Sunday Times

DA foes press Mmusi on who pays his rent

Deputy chair said to have demanded to see bank statements

- By APHIWE DEKLERK and ZIMASA MATIWANE

● DA MP Mike Waters confronted party leader Mmusi Maimane at a heated meeting of its federal executive last week, demanding answers over a lease scandal involving his rented Cape Town home.

Insiders said that Waters told the meeting he wanted to see documentar­y proof that Maimane was paying rent for the house from his own pocket so that Waters could confidentl­y deal with the issue if the media raised it with him.

“He proceeded to ask how much he [Maimane] pays for rent, whether or not that amount is market related, and went as far as demanding that he produce bank statements to prove that,” said one of the insiders, who spoke on condition of anonymity because the meeting is meant to be closed.

Waters, who is one of the three deputy federal chairs of the party, is leading a group of high-profile party figures determined to put Maimane on the ropes over the controvers­y about his rented home in Cape Town.

Sources in the DA said Waters, who belongs to a camp that opposes Maimane’s leadership, first confronted him about the house at a meeting of the national management committee on Wednesday last week. Two days later, on the Friday, an unrelentin­g Waters once more took on Maimane at the federal executive meeting.

This follows revelation­s a fortnight ago that Maimane had for two years declared to parliament a R4m house in the Cape Town southern suburb of Claremont. He listed it as his own even though he does not own it.

Maimane could face the music should someone report him to the ethics committee for misleading parliament by declaring a house that does not belong to him.

It is understood that provincial leaders who are sympatheti­c to Maimane defended him against accusation­s from Waters.

A person with knowledge of the matter who spoke to the Sunday Times on condition of anonymity confirmed the stand-off but tried to downplay it, saying the federal executive had treated it as a “general discussion”.

“He [Waters] raised the matter both at the national management committee meeting and at the fedex at the weekend.

“[Maimane] first raised the matter during his opening address and it was then discussed. The provincial leaders accepted his explanatio­n.”

When Maimane was confronted by a weekly newspaper asking questions about the house, he backtracke­d from the parliament­ary declaratio­n, and said he was renting the property. However, he failed to produce a lease agreement. It has since emerged that the property is owned by KwaZulu-Natal businessma­n Wessel Jacobs, who is Maimane’s friend and a trustee of his family trust.

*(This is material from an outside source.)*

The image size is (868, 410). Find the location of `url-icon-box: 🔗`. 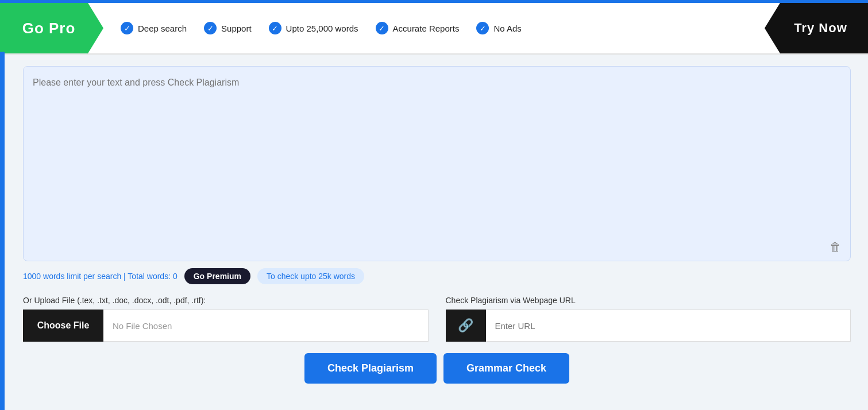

Waters belongs to a group within the DA caucus, the self-styled “1959 committee”, that feels the party has lost its liberal values and direction under Maimane.

Waters, who was recently replaced as DA deputy chief whip by Jacques Julius, declined to comment when approached by the Sunday Times. He said the discussion­s of the federal executive were private.

Another Maimane sympathise­r who was at the meeting had earlier said the DA leader would deal with the issue of the house on an appropriat­e platform.

DA national spokespers­on Solly Malatsi had not responded to questions sent to him at the time of going to print. Maimane’s office had also not responded.

In a statement last week, the party confirmed the federal executive had discussed the matter and was satisfied with Maimane’s explanatio­n. “There is no sense that any law or regulation has been violated,” it said.

 ?? Pictures: Gallo Images ?? DA deputy federal chair Mike Waters, left, confronted party leader Mmusi Maimane about the Cape Town house he first claimed to own, then to lease.
Pictures: Gallo Images DA deputy federal chair Mike Waters, left, confronted party leader Mmusi Maimane about the Cape Town house he first claimed to own, then to lease.